I feel like I'm the exact opposite here (despite heavily mistrusting these models in general): if I came to the model to ask it a question, and it decides to do a Google search, it pisses me off as I not only could do that, I did do that, and if that had worked out I wouldn't be bothering to ask the model.

FWIW, I do imagine we are doing very different things, though: most of the time, when I'm working with a model, I'm trying to do something so complex that I also asked my human friends and they didn't know the answer either, and my attempts to search for the answer are failing as I don't even know the terminology.



> I feel like I'm the exact opposite here (despite heavily mistrusting these models in general): if I came to the model to ask it a question, and it decides to do a Google search, it pisses me off as I not only could do that, I did do that, and if that had worked out I wouldn't be bothering to ask the model.

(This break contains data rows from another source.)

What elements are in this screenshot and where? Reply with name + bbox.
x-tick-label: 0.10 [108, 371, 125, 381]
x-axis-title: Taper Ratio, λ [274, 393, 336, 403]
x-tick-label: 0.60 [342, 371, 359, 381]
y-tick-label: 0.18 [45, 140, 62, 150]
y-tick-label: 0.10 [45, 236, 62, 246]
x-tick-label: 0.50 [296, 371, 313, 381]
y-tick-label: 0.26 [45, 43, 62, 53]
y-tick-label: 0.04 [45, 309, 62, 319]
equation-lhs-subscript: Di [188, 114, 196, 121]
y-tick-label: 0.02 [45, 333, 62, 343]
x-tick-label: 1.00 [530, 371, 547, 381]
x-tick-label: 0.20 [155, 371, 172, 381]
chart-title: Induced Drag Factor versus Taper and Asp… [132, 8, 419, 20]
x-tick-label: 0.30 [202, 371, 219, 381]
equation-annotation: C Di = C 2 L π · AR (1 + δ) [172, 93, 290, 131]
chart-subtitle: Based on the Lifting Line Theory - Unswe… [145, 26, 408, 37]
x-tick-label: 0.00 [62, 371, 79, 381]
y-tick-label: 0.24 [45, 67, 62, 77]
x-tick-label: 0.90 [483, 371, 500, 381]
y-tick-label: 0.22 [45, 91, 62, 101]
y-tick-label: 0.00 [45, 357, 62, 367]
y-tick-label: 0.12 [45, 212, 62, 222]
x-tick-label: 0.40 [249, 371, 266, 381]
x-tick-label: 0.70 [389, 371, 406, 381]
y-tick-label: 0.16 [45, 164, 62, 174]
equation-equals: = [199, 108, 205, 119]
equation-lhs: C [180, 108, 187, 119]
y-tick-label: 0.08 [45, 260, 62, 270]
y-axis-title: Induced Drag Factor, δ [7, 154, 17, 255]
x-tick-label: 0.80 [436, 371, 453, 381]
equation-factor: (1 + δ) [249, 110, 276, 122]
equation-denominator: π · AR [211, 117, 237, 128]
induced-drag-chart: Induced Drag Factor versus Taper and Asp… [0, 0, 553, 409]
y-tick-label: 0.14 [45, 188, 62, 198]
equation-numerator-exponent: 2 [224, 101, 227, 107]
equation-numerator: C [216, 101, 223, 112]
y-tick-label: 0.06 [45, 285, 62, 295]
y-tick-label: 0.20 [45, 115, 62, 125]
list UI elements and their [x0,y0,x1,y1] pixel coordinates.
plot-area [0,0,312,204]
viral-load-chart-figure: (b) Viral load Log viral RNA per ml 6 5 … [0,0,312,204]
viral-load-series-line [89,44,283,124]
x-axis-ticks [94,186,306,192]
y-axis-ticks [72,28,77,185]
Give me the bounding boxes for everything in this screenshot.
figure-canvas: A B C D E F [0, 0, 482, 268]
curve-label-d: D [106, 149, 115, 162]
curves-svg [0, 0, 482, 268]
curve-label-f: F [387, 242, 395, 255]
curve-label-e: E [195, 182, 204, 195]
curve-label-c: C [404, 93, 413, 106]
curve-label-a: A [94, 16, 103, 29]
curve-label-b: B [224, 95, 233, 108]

When a model does a single web search and emulates a compressed version of the "I'm Feeling Lucky" button, I am disappointed, too. ;)

I usually want the model to perform multiple web searches, do some summarization, refine/adjust search terms, etc. I tend to avoid asking LLMs things that I know I'll find the answer to directly in some upstream official documentation, or a local man page. I've long been and remain a big "RTFM" person; imo it's still both more efficient and more accurate when you know what you're looking for.

But if I'm asking an LLM to write code for me, I usually still enable web search on my query to the LLM, because I don't trust it to "remember" APIs. (I also usually rewrite most or all of the code because I'm particular about style.)